The particular nest Payzant is involved with involves school assignment. For a quarter century, school assignment issues have been the hot button of Boston politics. The button has one big word on it: "busing." That word has been a divide between Boston's white and black communities. It has been largely responsible for pushing mostly white children and parents out of the school system and indeed, out of the city. It has also, however, been largely responsible for ending Boston's segregated school system and pushing the School Department to fund schools in minority neighborhoods the same way it funds those in white neighborhoods.
Out of the dissension has emerged some degree of consensus, however. For the most part, parents — white and black — agree that they want to be able to choose the schools to which their children go. For the most part as well, most parents agree that they would prefer to be able to send their kids — especially elementary school kids — closer to home.
It is these elements of consensus that Payzant has seized. He did so as part of the yearlong analysis conducted by the School Assignment Task Force. Created last summer at the urging of two city councilors (yours truly and At-Large Councilor Steve Murphy), the Task Force's mission has been to devise ways to enhance parental choice.
The conclusion? Boston has changed a lot since busing was first mandated by federal courts in 1974. Its neighborhoods are more ethnically diverse and that diversity means it is possible to devise neighborhood school zones that allow parents to choose schools close to them yet do not automatically result in a re-segregation of the system. Indeed, it appears that if done correctly, the diversity of the schools will be about the same after adoption of the plan as it is today.
There are a couple of caveats, however. Many black parents are concerned that the new plan is a possible regression. If the plan results in the creation of a more segregated school system, they argue, than predominately black schools may receive less funding and less support than predominately white schools. There is a subtle point to this argument that is worth noting. Equal funding from the school system is easy to mandate. But schools need more than money. They receive support from teachers, community activists, outside corporations and charitable organizations. There is a concern, and it seems legitimate, that these sources of support could be divvied up unequally.
The second caveat is that neighborhood schools should not supplant parental choice. Many parents may choose to send their kids to close-by schools. Others won't however, and their rights should be respected. (Indeed, at the high school level, it's quite clear that most parents have no problem sending their kids a long distance away to attend schools such as Boston Latin.)
A third caveat. At the end of the day, the issue with our schools is not the assignment process: it's the quality of education children get when they show up. Improving the assignment process will have many beneficial effects. It will build communities, it will let parents become more involved in their kid's education. It may also have the salutatory effect of persuading people who have presently opted out of the system to come back in.
But when kids take achievement tests, we aren't measuring the distance they traveled from home to school. We're measuring their education. School assignment is a piece of the educational puzzle, but the big picture is quality. That's what Boston and Tom Payzant need to keep their eyes on.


PROBLEM TO WORK ON
Line count for "sand": give the number of lines in the records below that hold it, and nothing else.

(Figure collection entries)
━━━━

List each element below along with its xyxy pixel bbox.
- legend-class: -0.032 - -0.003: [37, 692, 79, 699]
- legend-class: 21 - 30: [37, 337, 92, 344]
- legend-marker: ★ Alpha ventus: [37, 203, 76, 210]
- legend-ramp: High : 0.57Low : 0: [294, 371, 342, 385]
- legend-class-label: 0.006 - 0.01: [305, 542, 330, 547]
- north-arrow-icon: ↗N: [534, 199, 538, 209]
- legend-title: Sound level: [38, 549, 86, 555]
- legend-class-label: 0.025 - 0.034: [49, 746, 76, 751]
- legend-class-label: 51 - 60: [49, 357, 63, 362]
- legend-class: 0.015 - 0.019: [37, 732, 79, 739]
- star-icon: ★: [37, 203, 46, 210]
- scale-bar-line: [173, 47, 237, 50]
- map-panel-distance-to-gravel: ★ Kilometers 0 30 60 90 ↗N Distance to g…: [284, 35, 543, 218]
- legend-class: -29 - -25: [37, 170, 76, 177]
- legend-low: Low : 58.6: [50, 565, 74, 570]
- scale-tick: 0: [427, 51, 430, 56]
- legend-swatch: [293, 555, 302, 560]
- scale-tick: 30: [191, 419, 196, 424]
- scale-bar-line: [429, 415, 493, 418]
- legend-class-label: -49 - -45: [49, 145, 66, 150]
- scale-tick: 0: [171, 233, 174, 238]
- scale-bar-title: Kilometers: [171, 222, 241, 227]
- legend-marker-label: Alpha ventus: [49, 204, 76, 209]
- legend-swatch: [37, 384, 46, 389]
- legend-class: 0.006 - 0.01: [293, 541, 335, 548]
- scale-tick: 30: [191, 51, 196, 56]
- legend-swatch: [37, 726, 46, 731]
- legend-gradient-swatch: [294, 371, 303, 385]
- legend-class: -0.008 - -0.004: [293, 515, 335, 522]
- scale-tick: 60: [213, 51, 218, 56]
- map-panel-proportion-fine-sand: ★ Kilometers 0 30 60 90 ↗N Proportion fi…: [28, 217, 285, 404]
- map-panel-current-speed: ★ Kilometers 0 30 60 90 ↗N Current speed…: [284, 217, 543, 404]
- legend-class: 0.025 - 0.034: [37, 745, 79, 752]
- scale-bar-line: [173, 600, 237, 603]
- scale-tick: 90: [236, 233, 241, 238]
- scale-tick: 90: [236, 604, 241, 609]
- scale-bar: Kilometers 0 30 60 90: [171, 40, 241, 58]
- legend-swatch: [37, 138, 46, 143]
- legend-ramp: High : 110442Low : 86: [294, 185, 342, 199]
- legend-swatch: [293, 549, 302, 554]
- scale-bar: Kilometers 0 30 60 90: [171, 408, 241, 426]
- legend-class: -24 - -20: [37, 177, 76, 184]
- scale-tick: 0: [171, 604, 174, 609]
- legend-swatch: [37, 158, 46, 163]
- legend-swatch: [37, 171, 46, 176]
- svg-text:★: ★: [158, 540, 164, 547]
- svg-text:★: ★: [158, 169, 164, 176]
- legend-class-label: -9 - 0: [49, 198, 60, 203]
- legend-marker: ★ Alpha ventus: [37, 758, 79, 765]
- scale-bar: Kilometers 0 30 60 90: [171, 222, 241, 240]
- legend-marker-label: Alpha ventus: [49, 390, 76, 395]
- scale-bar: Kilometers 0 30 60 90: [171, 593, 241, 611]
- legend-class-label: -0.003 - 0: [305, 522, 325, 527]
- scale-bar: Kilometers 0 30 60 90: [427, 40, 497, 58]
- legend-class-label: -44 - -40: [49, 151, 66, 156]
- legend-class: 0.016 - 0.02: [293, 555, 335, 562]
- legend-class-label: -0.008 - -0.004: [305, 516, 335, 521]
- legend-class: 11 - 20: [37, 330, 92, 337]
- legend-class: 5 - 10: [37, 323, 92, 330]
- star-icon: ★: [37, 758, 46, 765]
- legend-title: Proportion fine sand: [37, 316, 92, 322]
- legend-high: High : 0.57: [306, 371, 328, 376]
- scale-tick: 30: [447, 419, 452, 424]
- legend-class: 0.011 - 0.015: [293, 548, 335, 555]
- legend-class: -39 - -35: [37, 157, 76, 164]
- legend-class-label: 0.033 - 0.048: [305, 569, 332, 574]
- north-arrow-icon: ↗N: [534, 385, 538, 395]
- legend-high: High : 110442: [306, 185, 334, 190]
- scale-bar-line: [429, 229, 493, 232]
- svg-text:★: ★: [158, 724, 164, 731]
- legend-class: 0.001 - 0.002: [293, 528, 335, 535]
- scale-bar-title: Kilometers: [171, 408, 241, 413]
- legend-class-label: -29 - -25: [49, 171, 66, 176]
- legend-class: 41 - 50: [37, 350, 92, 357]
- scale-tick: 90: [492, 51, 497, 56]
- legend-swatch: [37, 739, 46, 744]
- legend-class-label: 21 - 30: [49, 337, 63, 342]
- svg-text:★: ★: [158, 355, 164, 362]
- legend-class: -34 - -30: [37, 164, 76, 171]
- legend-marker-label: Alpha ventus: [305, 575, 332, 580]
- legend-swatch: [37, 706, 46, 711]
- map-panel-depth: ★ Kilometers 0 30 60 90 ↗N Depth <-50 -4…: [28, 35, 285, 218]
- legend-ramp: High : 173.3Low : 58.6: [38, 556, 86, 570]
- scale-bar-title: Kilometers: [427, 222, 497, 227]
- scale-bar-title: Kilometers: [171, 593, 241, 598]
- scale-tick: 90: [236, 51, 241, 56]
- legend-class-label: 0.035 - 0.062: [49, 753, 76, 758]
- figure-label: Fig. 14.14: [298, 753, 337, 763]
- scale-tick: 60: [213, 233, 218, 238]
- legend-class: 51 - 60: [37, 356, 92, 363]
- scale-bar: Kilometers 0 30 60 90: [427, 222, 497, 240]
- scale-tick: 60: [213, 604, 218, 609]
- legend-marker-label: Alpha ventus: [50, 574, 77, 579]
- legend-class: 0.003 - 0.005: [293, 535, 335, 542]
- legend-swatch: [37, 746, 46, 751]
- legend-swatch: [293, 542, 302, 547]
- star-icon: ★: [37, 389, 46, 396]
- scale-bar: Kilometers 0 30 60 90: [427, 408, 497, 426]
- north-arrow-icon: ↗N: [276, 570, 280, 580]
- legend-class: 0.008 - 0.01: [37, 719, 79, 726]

━━━━

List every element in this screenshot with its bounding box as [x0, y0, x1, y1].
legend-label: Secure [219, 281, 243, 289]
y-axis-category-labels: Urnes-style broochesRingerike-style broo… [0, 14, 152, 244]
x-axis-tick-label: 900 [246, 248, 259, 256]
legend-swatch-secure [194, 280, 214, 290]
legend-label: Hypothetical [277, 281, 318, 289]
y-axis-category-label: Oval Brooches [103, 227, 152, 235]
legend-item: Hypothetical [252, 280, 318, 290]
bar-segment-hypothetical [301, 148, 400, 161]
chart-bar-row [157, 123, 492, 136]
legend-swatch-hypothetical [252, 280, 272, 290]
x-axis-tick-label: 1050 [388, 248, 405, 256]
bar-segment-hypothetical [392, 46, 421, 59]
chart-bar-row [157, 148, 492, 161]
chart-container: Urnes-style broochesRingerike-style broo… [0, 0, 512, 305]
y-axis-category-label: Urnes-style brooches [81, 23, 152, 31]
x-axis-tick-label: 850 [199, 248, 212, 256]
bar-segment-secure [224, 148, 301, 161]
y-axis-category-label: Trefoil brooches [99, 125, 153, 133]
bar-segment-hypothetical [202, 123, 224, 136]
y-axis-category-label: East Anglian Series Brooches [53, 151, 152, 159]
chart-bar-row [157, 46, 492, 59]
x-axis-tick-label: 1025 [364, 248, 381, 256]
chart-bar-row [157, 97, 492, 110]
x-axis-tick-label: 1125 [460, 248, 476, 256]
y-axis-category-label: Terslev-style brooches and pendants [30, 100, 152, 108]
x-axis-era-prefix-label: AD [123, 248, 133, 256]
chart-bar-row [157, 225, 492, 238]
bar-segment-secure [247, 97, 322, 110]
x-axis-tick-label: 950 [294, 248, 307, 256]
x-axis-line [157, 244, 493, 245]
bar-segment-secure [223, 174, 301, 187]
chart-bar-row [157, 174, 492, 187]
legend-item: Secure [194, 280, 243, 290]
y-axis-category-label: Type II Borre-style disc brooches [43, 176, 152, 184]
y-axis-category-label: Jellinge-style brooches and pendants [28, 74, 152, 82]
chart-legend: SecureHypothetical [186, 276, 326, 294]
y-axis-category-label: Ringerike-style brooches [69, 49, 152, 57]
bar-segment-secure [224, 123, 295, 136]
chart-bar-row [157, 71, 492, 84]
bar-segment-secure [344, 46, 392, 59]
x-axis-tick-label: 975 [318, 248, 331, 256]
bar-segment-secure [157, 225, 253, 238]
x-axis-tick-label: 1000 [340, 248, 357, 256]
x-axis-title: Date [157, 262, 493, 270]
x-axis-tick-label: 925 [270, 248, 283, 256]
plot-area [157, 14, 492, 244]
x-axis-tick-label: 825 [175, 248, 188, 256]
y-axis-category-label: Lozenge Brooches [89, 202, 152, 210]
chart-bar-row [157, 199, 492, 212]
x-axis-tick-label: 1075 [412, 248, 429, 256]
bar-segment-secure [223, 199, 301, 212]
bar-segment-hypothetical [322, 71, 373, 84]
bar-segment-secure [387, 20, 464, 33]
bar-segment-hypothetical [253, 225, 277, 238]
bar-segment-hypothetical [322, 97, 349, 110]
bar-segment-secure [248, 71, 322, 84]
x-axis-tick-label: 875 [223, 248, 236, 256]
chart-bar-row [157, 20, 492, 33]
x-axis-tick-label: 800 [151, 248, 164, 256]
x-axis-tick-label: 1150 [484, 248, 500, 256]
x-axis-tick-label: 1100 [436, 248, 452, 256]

━━━━

ANSWER BELOW
2